RefPlantNLR: a comprehensive collection of experimentally validated plant NLRs
Posted on: 21 July 2020
Preprint posted on 9 July 2020
RefPlantNLR: With all NLRs under one roof, appreciate the diversity and address the gaps
Selected by Hiral ShahCategories: evolutionary biology, pathology, plant biology
The Backstory
The nucleotide-binding leucine-rich repeat (NLR) is a large family of intracellular receptors involved in pathogen recognition, functioning as gatekeepers of plant immunity. The activation of NLRs by pathogen effectors, directly or indirectly, induces plant immune responses referred to as effector-triggered immunity (ETI) that prevents the proliferation of the pathogen. Though some “singleton” NLRs achieve pathogen sensing as well as immune signaling, many NLRs are either dedicated sensors or helpers in downstream signalling, functioning through gene clusters and networks.
With an impact on disease resistance, NLRs are a factor in crop breeding and believed to be involved in a co-evolution arms race with pathogen effectors through rapid variation in sequence and copy number, across species. Classically, plant NLRs are known to have a tripartite domain architecture with an N-terminal domain, a central NB-ARC domain (involved in nucleotide binding and oligomerization – NOD) and a C-terminal LRR domain. However, recent studies have uncovered plant NLRs with many different domains. For instance, the rice protein Pb1 has a NOD domain different from the canonical NB-ARC, but maintains overall NLR structure. The variable N terminal domain forms the basis of the classification of NLRs into four sub-clades, CC-NLR, TIR-NLR, CCR-NLR and the recent addition, the CCG10 NLR clade.
The study puts together an extensive reference dataset of experimentally validated 415 NLRs across 31 plant genera and 4 NLR clades by manually screening literature for genes associated with disease resistance or susceptibility, effector-triggeredimmune responses or their regulation and downstream signaling, necrosis and allelic series of NLRs, followed by annotation to ensure the presence of a NB-ARC domain along with additional domains. It is the first dataset of the OpenPlantNLR community. The study also provides a more compact set of 235 proteins after factoring in redundancies.
Key Findings
The dataset incorporates information about a wide range of aspects such as amino acid and coding sequences, plant source, pathogen, effectors, associated helper components and domain structure, uncovering 407 unique NLRs and 347 distinct NB-ARC domains. NLRs like RPP7 with identical sequences highlight the importance of context dependent regulation in different plant backgrounds.

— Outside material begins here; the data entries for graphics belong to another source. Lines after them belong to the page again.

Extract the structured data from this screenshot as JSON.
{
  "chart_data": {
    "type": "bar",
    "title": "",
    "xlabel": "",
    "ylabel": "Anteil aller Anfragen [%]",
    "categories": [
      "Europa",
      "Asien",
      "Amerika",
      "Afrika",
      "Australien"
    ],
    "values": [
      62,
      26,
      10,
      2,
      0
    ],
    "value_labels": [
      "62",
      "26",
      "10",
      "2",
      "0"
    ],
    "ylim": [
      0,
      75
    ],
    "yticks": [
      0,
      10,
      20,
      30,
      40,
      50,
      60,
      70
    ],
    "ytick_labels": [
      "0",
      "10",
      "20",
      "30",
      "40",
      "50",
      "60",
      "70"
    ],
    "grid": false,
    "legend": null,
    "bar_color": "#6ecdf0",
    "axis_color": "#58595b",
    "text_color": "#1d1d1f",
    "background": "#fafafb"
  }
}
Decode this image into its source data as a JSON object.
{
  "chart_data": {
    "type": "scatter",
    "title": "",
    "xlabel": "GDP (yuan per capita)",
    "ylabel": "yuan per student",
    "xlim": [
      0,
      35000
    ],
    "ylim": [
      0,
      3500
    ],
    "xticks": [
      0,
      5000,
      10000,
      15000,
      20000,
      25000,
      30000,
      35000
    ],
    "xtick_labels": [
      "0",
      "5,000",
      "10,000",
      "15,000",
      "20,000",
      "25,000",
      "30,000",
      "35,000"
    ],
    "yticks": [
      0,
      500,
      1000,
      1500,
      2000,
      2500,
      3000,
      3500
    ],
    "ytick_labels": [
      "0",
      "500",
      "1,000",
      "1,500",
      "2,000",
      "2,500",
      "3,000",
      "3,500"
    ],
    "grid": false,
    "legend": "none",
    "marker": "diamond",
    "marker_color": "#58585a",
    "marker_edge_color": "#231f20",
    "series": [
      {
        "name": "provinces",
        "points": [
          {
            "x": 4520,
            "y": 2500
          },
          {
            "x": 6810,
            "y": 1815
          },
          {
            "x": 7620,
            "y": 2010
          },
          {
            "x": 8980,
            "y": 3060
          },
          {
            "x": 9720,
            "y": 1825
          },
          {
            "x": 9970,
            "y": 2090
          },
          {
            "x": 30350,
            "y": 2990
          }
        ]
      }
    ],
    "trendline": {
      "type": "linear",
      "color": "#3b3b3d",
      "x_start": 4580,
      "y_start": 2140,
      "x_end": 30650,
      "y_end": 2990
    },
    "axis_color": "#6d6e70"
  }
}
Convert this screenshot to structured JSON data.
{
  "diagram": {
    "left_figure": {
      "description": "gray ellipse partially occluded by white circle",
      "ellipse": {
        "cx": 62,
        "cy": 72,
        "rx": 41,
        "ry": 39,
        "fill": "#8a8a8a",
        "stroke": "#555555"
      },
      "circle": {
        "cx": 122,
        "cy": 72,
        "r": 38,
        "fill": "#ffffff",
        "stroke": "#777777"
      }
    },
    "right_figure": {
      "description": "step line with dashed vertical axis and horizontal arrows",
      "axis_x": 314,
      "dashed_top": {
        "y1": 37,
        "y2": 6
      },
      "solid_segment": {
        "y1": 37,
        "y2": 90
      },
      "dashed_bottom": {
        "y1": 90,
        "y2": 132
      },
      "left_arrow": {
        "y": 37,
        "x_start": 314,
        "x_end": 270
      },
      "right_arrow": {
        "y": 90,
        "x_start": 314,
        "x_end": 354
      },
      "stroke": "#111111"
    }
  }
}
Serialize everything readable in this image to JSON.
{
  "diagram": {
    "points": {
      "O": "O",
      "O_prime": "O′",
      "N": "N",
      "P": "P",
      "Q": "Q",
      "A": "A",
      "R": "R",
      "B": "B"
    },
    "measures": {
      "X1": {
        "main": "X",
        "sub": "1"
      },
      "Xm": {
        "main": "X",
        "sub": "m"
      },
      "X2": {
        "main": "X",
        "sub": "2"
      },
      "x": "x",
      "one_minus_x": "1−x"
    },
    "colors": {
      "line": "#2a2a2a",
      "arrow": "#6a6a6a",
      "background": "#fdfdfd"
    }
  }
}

The study describes the plant-wise distribution of validated NLRs drawing our attention to a skew towards the well-studied plants, with a substantial proportion of plant diversity not accounted for and clearly no members from non-flowering plants(Fig1A). The plant laboratory workhorse Arabidopsis, economically important cereals, rice, wheat and barley, and Solanaceae account for three-fourths of the NLRs in this set, a fraction that does not change much even in the 235 protein dataset. The fact that Arabidopsisis the only taxon with members from all NLR clades and the cereals show a bias towards CC-NLRs,highlights the current gaps, but also potential areas for the way forward in NLR biology.

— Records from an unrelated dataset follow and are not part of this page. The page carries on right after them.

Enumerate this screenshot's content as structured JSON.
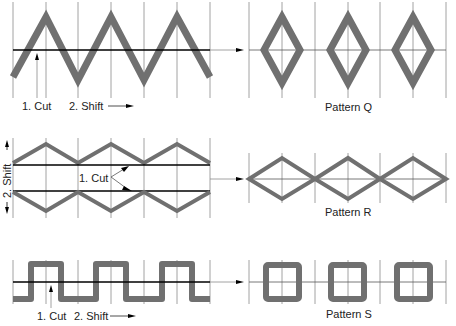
{
  "colors": {
    "stroke_pattern": "#707070",
    "grid": "#8c8c8c",
    "cut_line": "#000000",
    "text": "#222222"
  },
  "rows": [
    {
      "id": "Q",
      "source_shape": "triangle-wave",
      "cut_label": "1. Cut",
      "shift_label": "2. Shift",
      "result_label": "Pattern Q",
      "result_shape": "separated diamonds"
    },
    {
      "id": "R",
      "source_shape": "triangle-wave pair (upper and mirrored lower)",
      "shift_label": "2. Shift",
      "cut_label": "1. Cut",
      "result_label": "Pattern R",
      "result_shape": "connected diamonds"
    },
    {
      "id": "S",
      "source_shape": "square-wave",
      "cut_label": "1. Cut",
      "shift_label": "2. Shift",
      "result_label": "Pattern S",
      "result_shape": "separated squares"
    }
  ]
}
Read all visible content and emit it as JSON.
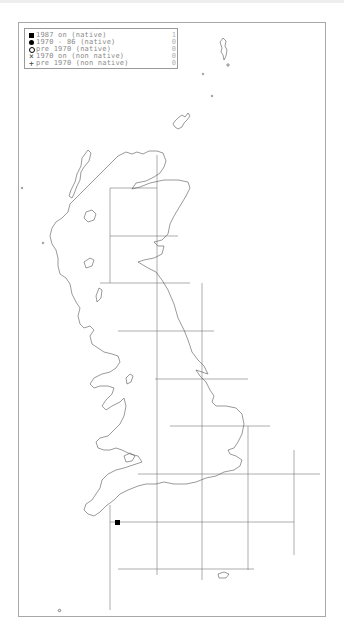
{
  "legend": {
    "items": [
      {
        "symbol": "filled-square",
        "label": "1987 on (native)",
        "count": "1"
      },
      {
        "symbol": "filled-circle",
        "label": "1970 - 86 (native)",
        "count": "0"
      },
      {
        "symbol": "open-circle",
        "label": "pre 1970 (native)",
        "count": "0"
      },
      {
        "symbol": "cross",
        "label": "1970 on (non native)",
        "count": "0"
      },
      {
        "symbol": "plus",
        "label": "pre 1970 (non native)",
        "count": "0"
      }
    ]
  },
  "symbols": {
    "cross": "×",
    "plus": "+"
  },
  "map": {
    "region": "Great Britain",
    "grid_lines_x": [
      110,
      157,
      202,
      248,
      294
    ],
    "grid_lines_y": [
      188,
      236,
      283,
      331,
      379,
      426,
      474,
      522,
      569
    ],
    "records": [
      {
        "type": "1987 on (native)",
        "x": 117,
        "y": 523
      }
    ],
    "colors": {
      "outline": "#555555",
      "grid": "#777777",
      "record": "#000000"
    }
  }
}
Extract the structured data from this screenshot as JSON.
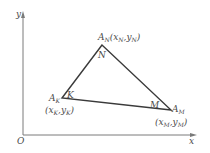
{
  "diagram": {
    "type": "coordinate-geometry",
    "axes": {
      "x_label": "x",
      "y_label": "y",
      "origin_label": "O"
    },
    "triangle": {
      "vertices": [
        {
          "id": "N",
          "point_label": "A",
          "point_sub": "N",
          "coord_open": "(x",
          "coord_x_sub": "N",
          "coord_sep": ",y",
          "coord_y_sub": "N",
          "coord_close": ")",
          "angle_label": "N"
        },
        {
          "id": "K",
          "point_label": "A",
          "point_sub": "K",
          "coord_open": "(x",
          "coord_x_sub": "K",
          "coord_sep": ",y",
          "coord_y_sub": "K",
          "coord_close": ")",
          "angle_label": "K"
        },
        {
          "id": "M",
          "point_label": "A",
          "point_sub": "M",
          "coord_open": "(x",
          "coord_x_sub": "M",
          "coord_sep": ",y",
          "coord_y_sub": "M",
          "coord_close": ")",
          "angle_label": "M"
        }
      ]
    }
  }
}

The over-representation is also seen with respect to NLR clades. CC-NLR and TIR NLR are the most common domain combinations making up almost 80% of the validated NLRs. The remaining 20% forms a unique and interesting set, covering novel and non-canonical domain combinations, duplications and arrangements, at both the N and/or C-terminal domains (Fig 1B). For all those interested, the preprint has many interesting examples and details.The diversity is also seen in NLR protein lengths which vary between clades. NB-ARC domains show a tighter distribution barring a few extremely short and long one that stretched the boundaries of NLR domain diversity.

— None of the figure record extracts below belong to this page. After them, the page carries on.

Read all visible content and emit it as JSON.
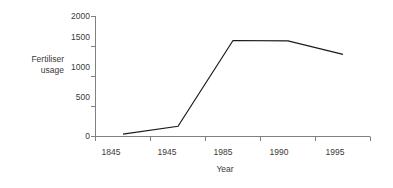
{
  "chart_data": {
    "type": "line",
    "title": "",
    "xlabel": "Year",
    "ylabel": "Fertiliser\nusage",
    "ylabel_line1": "Fertiliser",
    "ylabel_line2": "usage",
    "categories": [
      "1845",
      "1945",
      "1985",
      "1990",
      "1995"
    ],
    "values": [
      40,
      170,
      1600,
      1595,
      1370
    ],
    "series": [
      {
        "name": "Fertiliser usage",
        "values": [
          40,
          170,
          1600,
          1595,
          1370
        ],
        "color": "#1a1a1a"
      }
    ],
    "ylim": [
      0,
      2000
    ],
    "yticks": [
      "0",
      "500",
      "1000",
      "1500",
      "2000"
    ],
    "ytick_values": [
      0,
      500,
      1000,
      1500,
      2000
    ],
    "grid": false,
    "legend": false,
    "legend_position": "none",
    "axis_color": "#808080",
    "line_color": "#1a1a1a",
    "background": "#ffffff"
  },
  "yticks": {
    "t0": "0",
    "t1": "500",
    "t2": "1000",
    "t3": "1500",
    "t4": "2000"
  },
  "xticks": {
    "t0": "1845",
    "t1": "1945",
    "t2": "1985",
    "t3": "1990",
    "t4": "1995"
  },
  "axis_titles": {
    "x": "Year",
    "y_line1": "Fertiliser",
    "y_line2": "usage"
  }
}
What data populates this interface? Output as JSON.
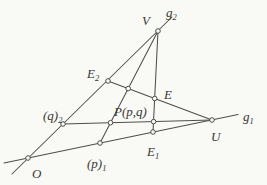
{
  "figure": {
    "width": 267,
    "height": 185,
    "background": "#f9f9f6",
    "line_color": "#4e4e4a",
    "text_color": "#383834",
    "marker_fill": "#f9f9f6",
    "marker_radius": 2.3,
    "line_width": 1.05,
    "font_size": 13,
    "sub_font_size": 8.5,
    "segments": [
      {
        "name": "g2-line",
        "x1": 12,
        "y1": 174,
        "x2": 172,
        "y2": 17
      },
      {
        "name": "g1-line",
        "x1": 4,
        "y1": 163,
        "x2": 238,
        "y2": 114.5
      },
      {
        "name": "q2-U-line",
        "x1": 63,
        "y1": 124,
        "x2": 212,
        "y2": 120
      },
      {
        "name": "V-p1-line",
        "x1": 158,
        "y1": 31,
        "x2": 100,
        "y2": 143
      },
      {
        "name": "E2-U-line",
        "x1": 108,
        "y1": 81,
        "x2": 212,
        "y2": 120
      },
      {
        "name": "V-E1-line",
        "x1": 158,
        "y1": 31,
        "x2": 153,
        "y2": 132
      }
    ],
    "points": [
      {
        "name": "O",
        "x": 28,
        "y": 158
      },
      {
        "name": "V",
        "x": 158,
        "y": 31
      },
      {
        "name": "U",
        "x": 212,
        "y": 120
      },
      {
        "name": "E2",
        "x": 108,
        "y": 81
      },
      {
        "name": "q2",
        "x": 63,
        "y": 124
      },
      {
        "name": "p1",
        "x": 100,
        "y": 143
      },
      {
        "name": "E1",
        "x": 153,
        "y": 132
      },
      {
        "name": "E",
        "x": 154.7,
        "y": 98.5
      },
      {
        "name": "P",
        "x": 110.5,
        "y": 122.7
      },
      {
        "name": "aux-Vp1-E2U",
        "x": 128.2,
        "y": 88.6
      },
      {
        "name": "aux-VE1-q2U",
        "x": 153.6,
        "y": 121.6
      }
    ],
    "labels": [
      {
        "name": "V",
        "base": "V",
        "sub": "",
        "x": 142,
        "y": 25
      },
      {
        "name": "g2",
        "base": "g",
        "sub": "2",
        "x": 166,
        "y": 17
      },
      {
        "name": "E2",
        "base": "E",
        "sub": "2",
        "x": 87,
        "y": 78
      },
      {
        "name": "E",
        "base": "E",
        "sub": "",
        "x": 164,
        "y": 99
      },
      {
        "name": "q2",
        "base": "(q)",
        "sub": "2",
        "x": 43,
        "y": 120
      },
      {
        "name": "P",
        "base": "P(p,q)",
        "sub": "",
        "x": 114,
        "y": 116
      },
      {
        "name": "g1",
        "base": "g",
        "sub": "1",
        "x": 243,
        "y": 121
      },
      {
        "name": "U",
        "base": "U",
        "sub": "",
        "x": 211,
        "y": 141
      },
      {
        "name": "E1",
        "base": "E",
        "sub": "1",
        "x": 147,
        "y": 156
      },
      {
        "name": "p1",
        "base": "(p)",
        "sub": "1",
        "x": 87,
        "y": 168
      },
      {
        "name": "O",
        "base": "O",
        "sub": "",
        "x": 32,
        "y": 178
      }
    ]
  }
}
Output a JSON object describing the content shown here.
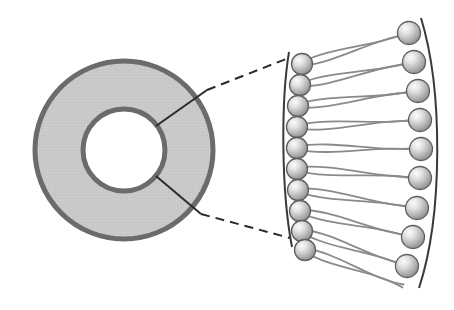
{
  "figure": {
    "canvas": {
      "width": 454,
      "height": 310,
      "background": "#ffffff"
    }
  },
  "colors": {
    "background": "#ffffff",
    "membrane_fill": "#c9c9c9",
    "membrane_stroke": "#6b6b6b",
    "lumen_fill": "#ffffff",
    "head_light": "#f2f2f2",
    "head_mid": "#c0c0c0",
    "head_dark": "#8e8e8e",
    "head_stroke": "#5e5e5e",
    "tail_stroke": "#8a8a8a",
    "leader_line": "#2b2b2b",
    "dashed_line": "#2b2b2b",
    "boundary_arc": "#3a3a3a"
  },
  "vesicle": {
    "label": "liposome-cross-section",
    "center_x": 124,
    "center_y": 150,
    "outer_radius": 89,
    "inner_radius": 41,
    "shell_stroke_width": 5,
    "fill": "#c9c9c9",
    "stroke": "#6b6b6b"
  },
  "leaders": {
    "upper_pointer": {
      "x1": 156,
      "y1": 126,
      "x2": 207,
      "y2": 90
    },
    "lower_pointer": {
      "x1": 156,
      "y1": 176,
      "x2": 201,
      "y2": 214
    },
    "upper_dashed": {
      "x1": 207,
      "y1": 90,
      "x2": 286,
      "y2": 59
    },
    "lower_dashed": {
      "x1": 201,
      "y1": 214,
      "x2": 290,
      "y2": 238
    },
    "dash_pattern": "9 6",
    "stroke_width": 2
  },
  "bilayer": {
    "label": "magnified-phospholipid-bilayer",
    "inner_leaflet_label": "inner-leaflet",
    "outer_leaflet_label": "outer-leaflet",
    "inner_head_count": 10,
    "outer_head_count": 9,
    "head_radius_inner": 10.5,
    "head_radius_outer": 11.5,
    "inner_arc_path": "M 289 52 C 281 100 281 190 292 247",
    "outer_arc_path": "M 421 18 C 443 90 443 215 419 288",
    "inner_heads": [
      {
        "cx": 302,
        "cy": 64
      },
      {
        "cx": 300,
        "cy": 85
      },
      {
        "cx": 298,
        "cy": 106
      },
      {
        "cx": 297,
        "cy": 127
      },
      {
        "cx": 297,
        "cy": 148
      },
      {
        "cx": 297,
        "cy": 169
      },
      {
        "cx": 298,
        "cy": 190
      },
      {
        "cx": 300,
        "cy": 211
      },
      {
        "cx": 302,
        "cy": 231
      },
      {
        "cx": 305,
        "cy": 250
      }
    ],
    "outer_heads": [
      {
        "cx": 409,
        "cy": 33
      },
      {
        "cx": 414,
        "cy": 62
      },
      {
        "cx": 418,
        "cy": 91
      },
      {
        "cx": 420,
        "cy": 120
      },
      {
        "cx": 421,
        "cy": 149
      },
      {
        "cx": 420,
        "cy": 178
      },
      {
        "cx": 417,
        "cy": 208
      },
      {
        "cx": 413,
        "cy": 237
      },
      {
        "cx": 407,
        "cy": 266
      }
    ],
    "tail_pairs": [
      {
        "from": [
          302,
          64
        ],
        "to": [
          409,
          33
        ],
        "offset": 5
      },
      {
        "from": [
          300,
          85
        ],
        "to": [
          414,
          62
        ],
        "offset": 5
      },
      {
        "from": [
          298,
          106
        ],
        "to": [
          418,
          91
        ],
        "offset": 5
      },
      {
        "from": [
          297,
          127
        ],
        "to": [
          420,
          120
        ],
        "offset": 5
      },
      {
        "from": [
          297,
          148
        ],
        "to": [
          421,
          149
        ],
        "offset": 5
      },
      {
        "from": [
          297,
          169
        ],
        "to": [
          420,
          178
        ],
        "offset": 5
      },
      {
        "from": [
          298,
          190
        ],
        "to": [
          417,
          208
        ],
        "offset": 5
      },
      {
        "from": [
          300,
          211
        ],
        "to": [
          413,
          237
        ],
        "offset": 5
      },
      {
        "from": [
          302,
          231
        ],
        "to": [
          407,
          266
        ],
        "offset": 5
      },
      {
        "from": [
          305,
          250
        ],
        "to": [
          403,
          286
        ],
        "offset": 5
      }
    ]
  }
}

Domain gains are a recurrent feature of NLR evolution making prediction of plant NLR stricky. Though there are several NLR extractors that identify canonical NLR characteristics, this comprehensive dataset of functionally validated proteins with all its diversity could prove an important benchmarking resource for future NLR annotation tools.
Why I like it
The study provides a phylogenetic framework of experimentally validated NLRs, encouraging us to appreciate the structural diversity and directs the field towards the potential of under-studied plant groups and NLR clades. The authors are crowdsourcing for suggestions to improve the study with more comprehensive analysis which will be incorporated in the subsequent version to be submitted to the journal.